Here's what it actually took from LSN Diffusion's team in South Wales: [two meetings, a site walk, and sign-off]. We did the rest — design, planning, grid paperwork, build — and we paid for all of it. Production didn't stop for a day.
They now pay [X]% less than grid for power, capped so it can't climb.
Want the one-page version of what your site's involvement would look like?
{{first_name}} — quick filter so I don't waste your time: this works on sites you own (or hold a long lease on), with roof or land going spare, spending six figures a year on power. If that's not {{company_name}}, say so and I'm gone.
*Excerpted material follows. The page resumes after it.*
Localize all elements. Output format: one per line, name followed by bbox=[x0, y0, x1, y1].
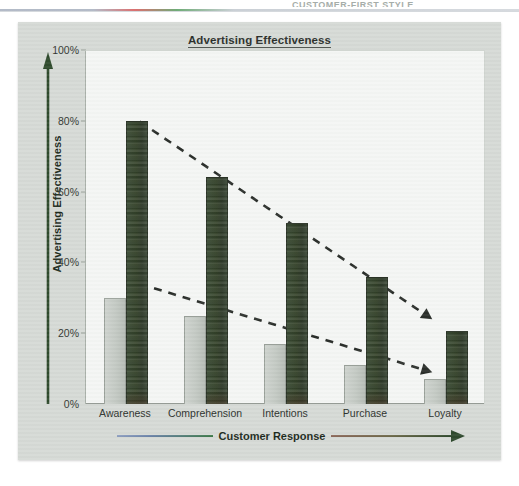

If it is — the site survey is free, takes [an hour], and you get the numbers whether or not you do anything with them.
{{first_name}} — if this is more the MD's call or the FD's, point me their way and I'll stop landing in your inbox. Otherwise I'll close the file. Thanks for bearing with me.
Hi {{first_name}},
You get ten emails a week about switching energy supplier. This isn't one — I'm not a broker and there's nothing to renew.
We build solar and batteries on factory sites at our own cost, then sell the site its own power below the grid rate. LSN Diffusion in South Wales did it: £[X] saved in year one, price capped for good, and they paid nothing to build it.
It only fits sites you own with real power spend — if that's {{company_name}}, I'll send the one-pager. If not, ignore me and I won't follow up twice.